On the physical level, a lot of improvements around the terminal have been driven by changes in operations there.

One big change in the past couple of years has been a shift away from barge loading to more rail loading. In 2015, CHS added infrastructure to become a 110-car shuttle loader with the ability to load shuttles in approximately 11 hours.Several factors played into that decision, says Oberle:

• Logistical problems on the Mississippi River system that have limited barge traffic. “Most years, we can start moving barges down the river some time in March or April,” says Oberle. “This year, with all of the heavy rains in the spring and the flooding, we didn’t start c loading barges until July. Barge loadings are down significantly this year due to flooding issues.”

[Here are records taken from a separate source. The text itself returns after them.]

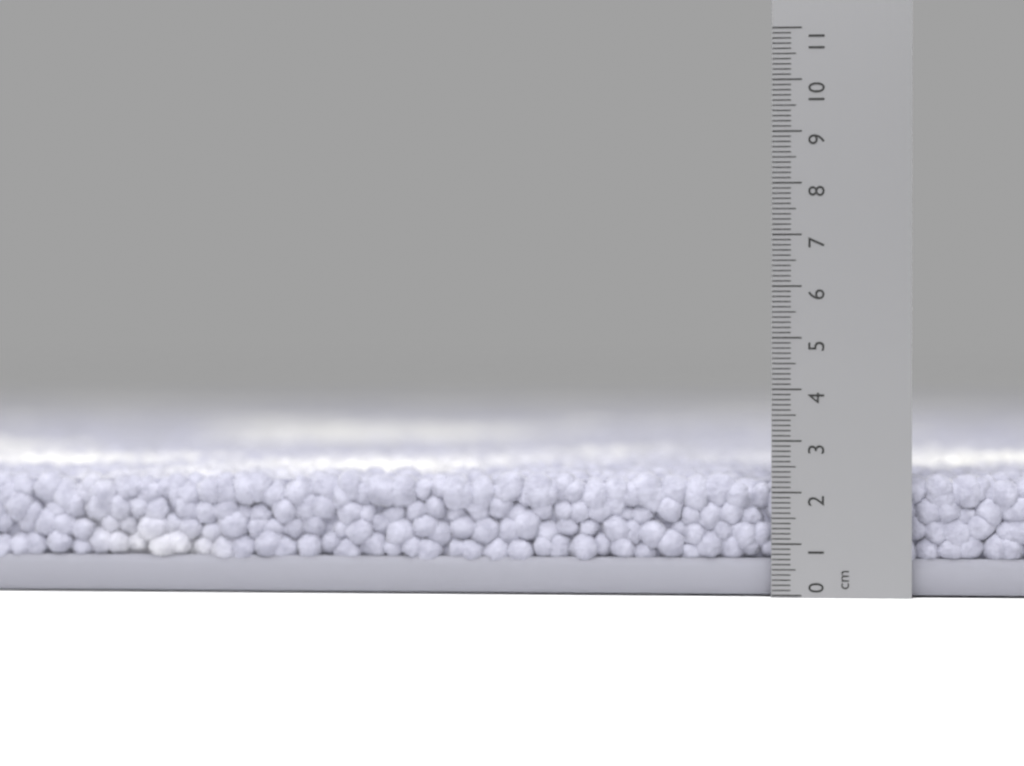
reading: 2.4 cm
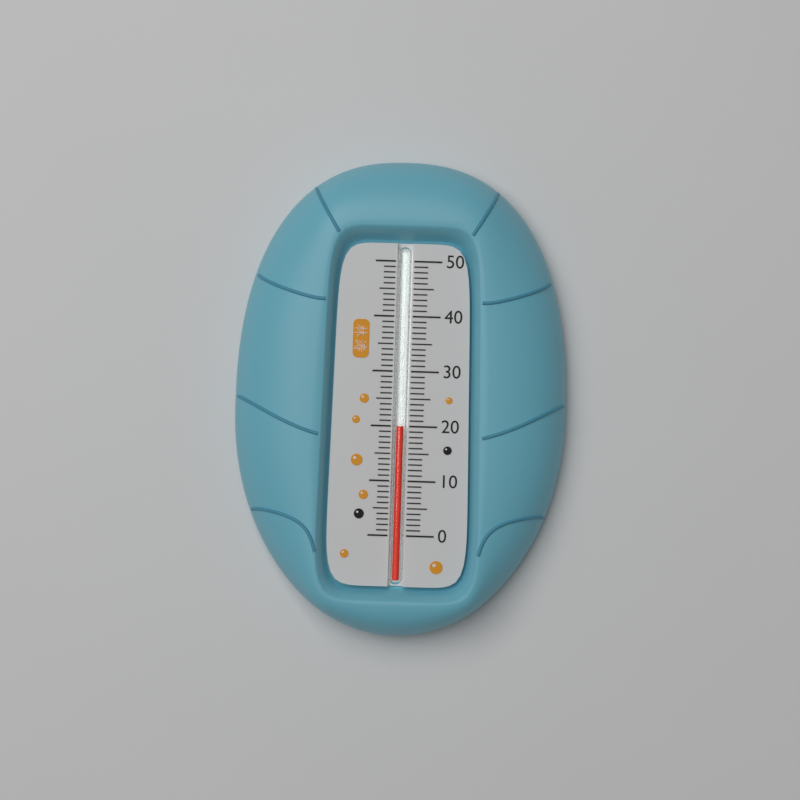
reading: 20 (no unit)
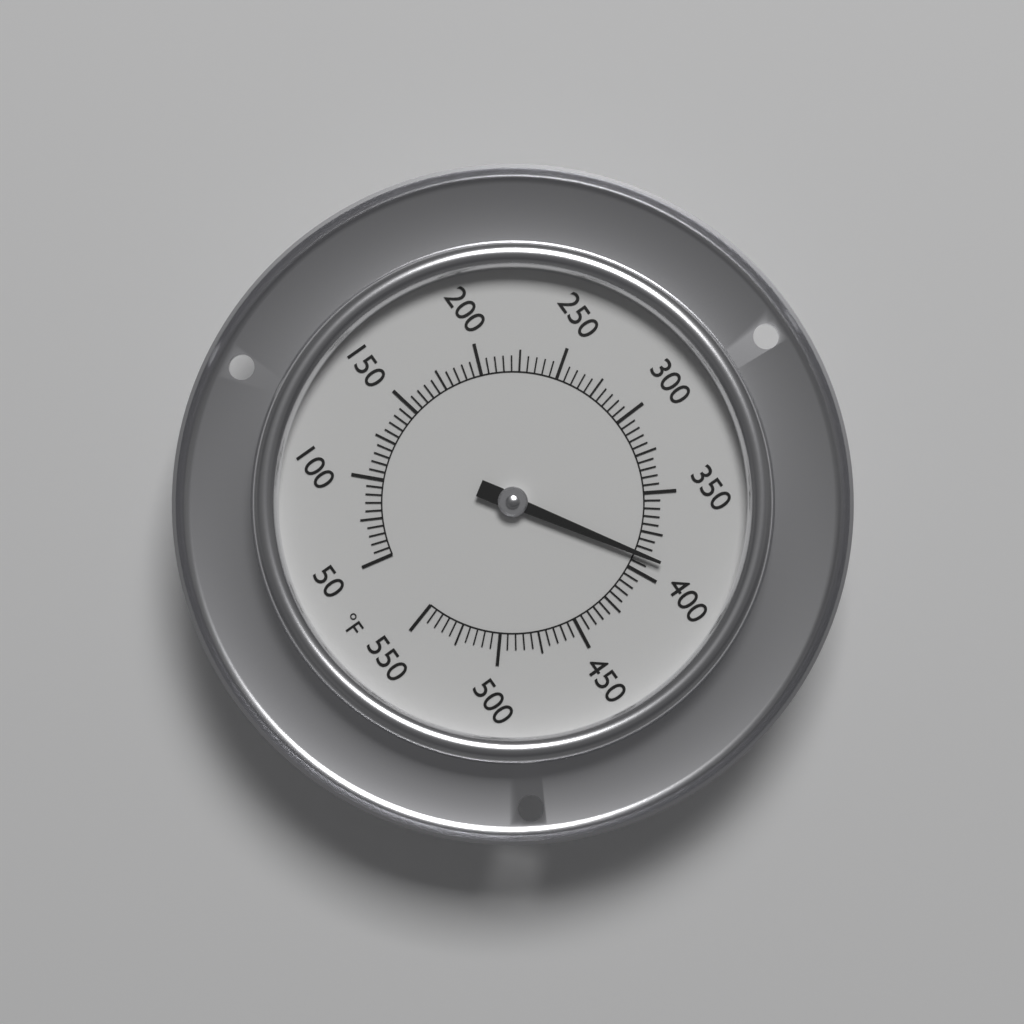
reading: 390 °F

• Challenging overseas markets, which have reduced demand for grain at the Gulf, where most of the grain loaded on barges at Savage went.

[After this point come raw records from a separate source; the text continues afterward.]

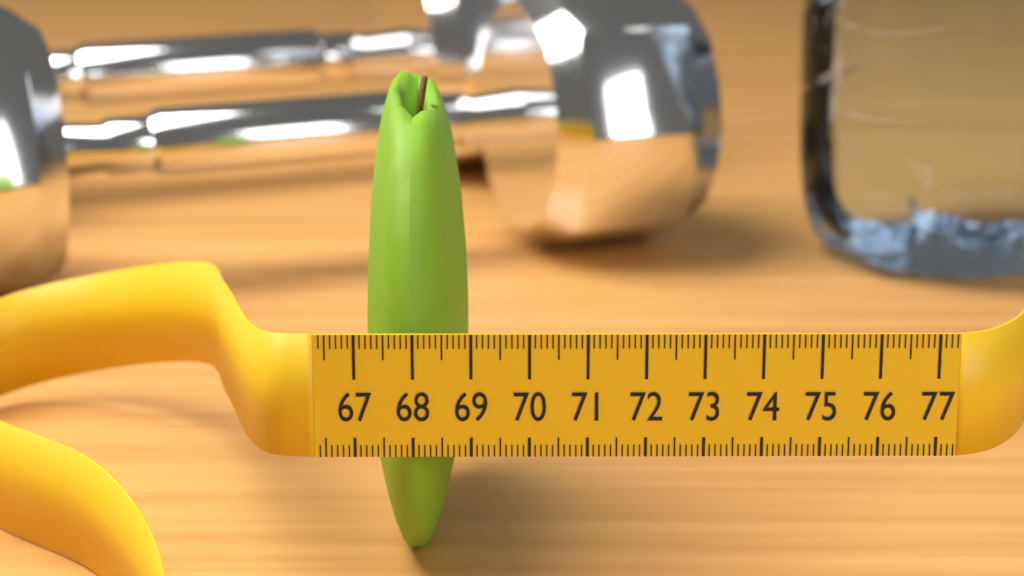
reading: 68.9 (no unit)
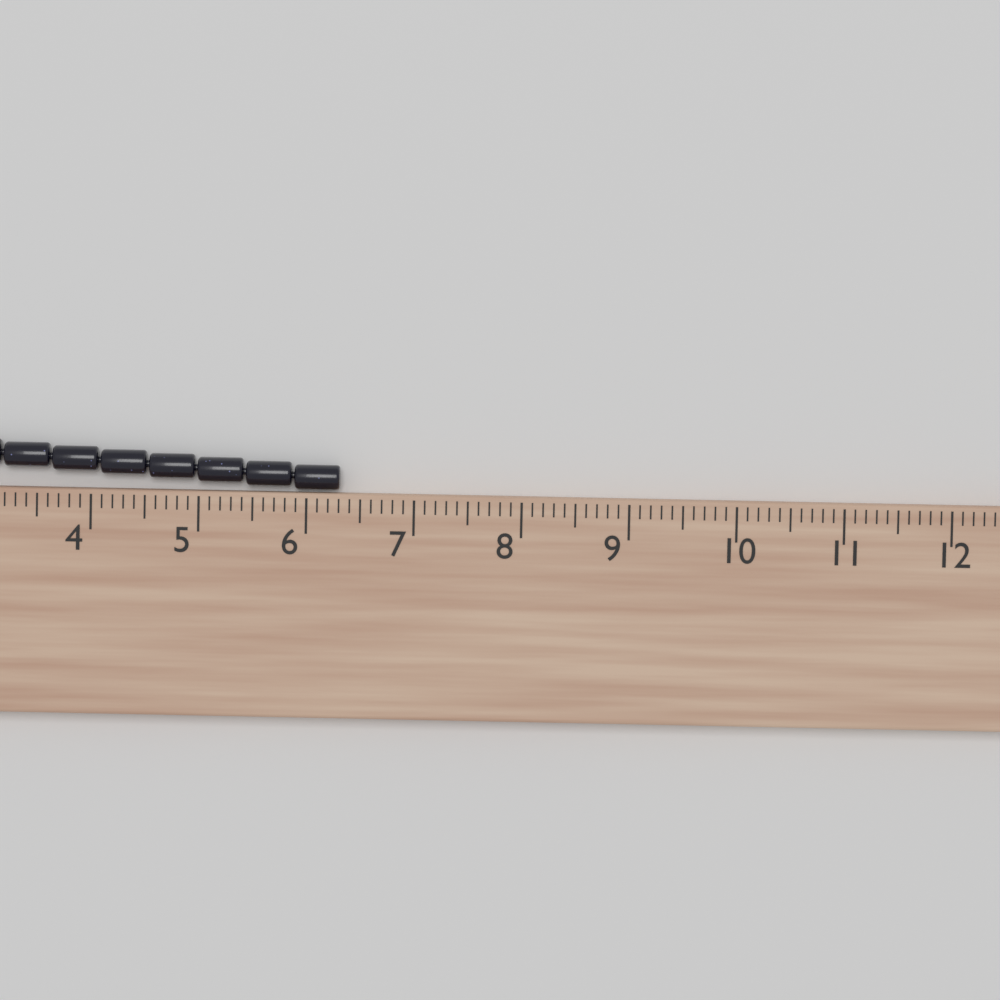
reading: 6.3 cm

• Those losses are partially offset by some increased demand for grain and byproducts domestically in the feed and biofuels industries, destinations usually reached more efficiently by rail.

Workers loading railcars in Savage had been using a trolley system from Fall Protection Systems inside an enclosed steel rail shed and three car lengths beyond the east end of the shed. Recently, CHS extended that trolley system out three car lengths from the west end of the shed to gain 100% coverage on fall protection while loading shuttles.

Also related to rail safety, workers use Control Chief radio remote control systems to control CHS’ switch locomotives when moving railcars around the railyard for loading or unloading. Workers moving around the facility also are equipped with two-way radios at all times.

“Around the elevator and the barge loading dock, we’re replacing ladders with catwalks wherever we can,” Oberle notes. “We find that much safer.

“We’re also working to streamline our standard procedures, such as confined space entry or hot work, in consultation with our EHS staff,” he continues. “It’s an extra step to get offsite approval from EHS for these procedures, but we get more interaction with them, and over time, they help us monitor those procedures to see if anything can be improved.”